Still, these dramatic increases reflect, I believe, shifting mores regarding contraception. While there’s still a lot of diversity over geography, religious belief, etc., there’s been a gradual shift away from women framing their contraception needs as relationship-dependent and towards viewing contraception as preventive medicine. When I was in my late teens and early twenties, my choice to be on the pill regardless of whether or not I was currently in a relationship was frequently seen as a bit odd by my peers. The norm was to only go on contraception when in a relationship. A lot of women feared being seen as too sexually cavalier if they were prepared for the possibility of sex, even though they did end up hooking up with guys. What would happen, then, is they would use condoms when hooking up with a guy, make a commitment, go on the pill for a time, break up, go off the pill lest they be seen as someone who hooks up, hook up with a guy using condoms, and repeat the cycle. They were hooking up, even as they were afraid to be seen as someone who hooks up.

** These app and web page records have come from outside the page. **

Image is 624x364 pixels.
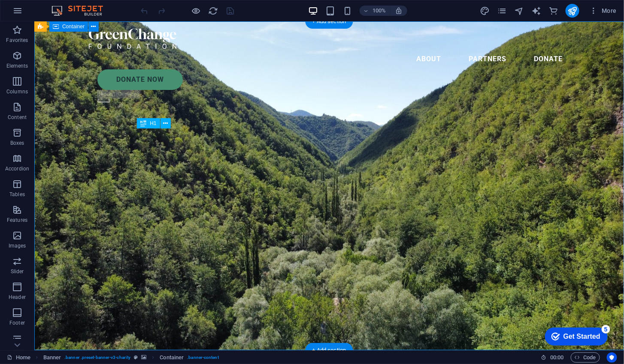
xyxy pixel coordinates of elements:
[497,6,507,16] i: Pages (Ctrl+Alt+S)
[50,6,114,16] img: Editor Logo
[359,6,390,16] button: 100%
[10,191,25,198] p: Tables
[550,353,564,363] span: 00 00
[8,294,25,301] p: Header
[6,62,29,69] p: Elements
[548,6,558,16] button: commerce
[531,6,541,16] button: text_generator
[480,6,490,16] i: Design (Ctrl+Alt+Y)
[25,10,62,17] div: Get Started
[64,2,72,10] div: 5
[8,243,26,250] p: Images
[7,217,27,224] p: Features
[10,140,24,147] p: Boxes
[62,24,85,29] span: Container
[191,6,201,16] button: Click here to leave preview mode and continue editing
[395,7,403,15] i: On resize automatically adjust zoom level to fit chosen device.
[160,353,184,363] span: Click to select. Double-click to edit
[10,320,25,327] p: Footer
[514,6,524,16] i: Navigator
[7,353,31,363] a: Click to cancel selection. Double-click to open Pages
[6,88,28,95] p: Columns
[607,353,617,363] button: Usercentrics
[149,121,156,126] span: H1
[208,6,218,16] button: reload
[43,353,219,363] nav: breadcrumb
[548,6,558,16] i: Commerce
[305,343,353,358] div: + Add section
[6,37,28,44] p: Favorites
[567,6,577,16] i: Publish
[571,353,600,363] button: Code
[590,6,616,15] span: More
[541,353,564,363] h6: Session time
[531,6,541,16] i: AI Writer
[586,4,620,18] button: More
[373,6,386,16] h6: 100%
[497,6,507,16] button: pages
[565,4,579,18] button: publish
[209,6,218,16] i: Reload page
[141,355,146,360] i: This element contains a background
[134,355,138,360] i: This element is a customizable preset
[64,353,130,363] span: . banner .preset-banner-v3-charity
[556,354,557,361] span: :
[43,353,61,363] span: Click to select. Double-click to edit
[7,4,69,22] div: Get Started 5 items remaining, 0% complete
[574,353,596,363] span: Code
[480,6,490,16] button: design
[305,14,353,29] div: + Add section
[11,268,24,275] p: Slider
[8,114,27,121] p: Content
[5,165,29,172] p: Accordion
[187,353,218,363] span: . banner-content
[514,6,524,16] button: navigator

It seems that this kind of self-defeating contraception behavior is fading away, at least among women who have the privilege of access to their choice of contraception. All the hand-wringing about the “hook up culture” distracts from a very important benefit of the growing acceptability of hooking up: It makes it easier for women to keep up with a contraception regime or even get a long-acting method without worrying what it “says” about her. The result is improved use of contraception, such as the high numbers of teenagers who report dual-method contraceptive use.

But, as noted, while people with education and income privileges seem to be getting better about using contraception all the time, people without these privileges find it harder and harder to access contraception at all. Anti-choicers are clearly out to make this disparity much worse, most notably in the ongoing (and often successful) attempts to terminate funding for family planning clinics, especially Planned Parenthood. The result of increasing these disparities will no doubt be to keep the overall unintended pregnancy rate high, which they will then reference when making facetious claims that contraception doesn’t work. That women who are often already struggling to make ends meet are the primary victims of this is just a bonus for conservative forces.

But what this new study and overall trends show, beyond a shadow of a doubt, is that cultural shifts mean that other obstacles to consistent contraception use—such as lack of information or sexualized fears around contraception—are fading away, and access is the most prominent remaining obstacle. Unfortunately, knowing this means that anti-choicers have doubled down their attacks on access, and they need to be fought and called out at every opportunity. Most Americans do not agree with the anti-choice movement on the supposed evils of contraception; while they’ve had many immediate successes attacking contraception access, they do so at the price of being outed as anti-sex fanatics.

Despite the successes that anti-choicers are having in attacking access to contraception, especially for low-income women, there is reason to be hopeful for the long term. For one thing, the Affordable Care Act means that access to reproductive health care is going to expand in some ways, and for those who do have insurance, getting the most effective and long-lasting contraception is easier than ever. This, in turn, will help accelerate the process of mainstreaming the concept of long-acting contraception. Six hundred percent growth of the popularity of the IUD means that there’s a lot of potential there, especially now that it’s free to women who have insurance. Hopefully, in the long run, this will help bring about the cultural attitudes that will end the anti-choice assault on contraception.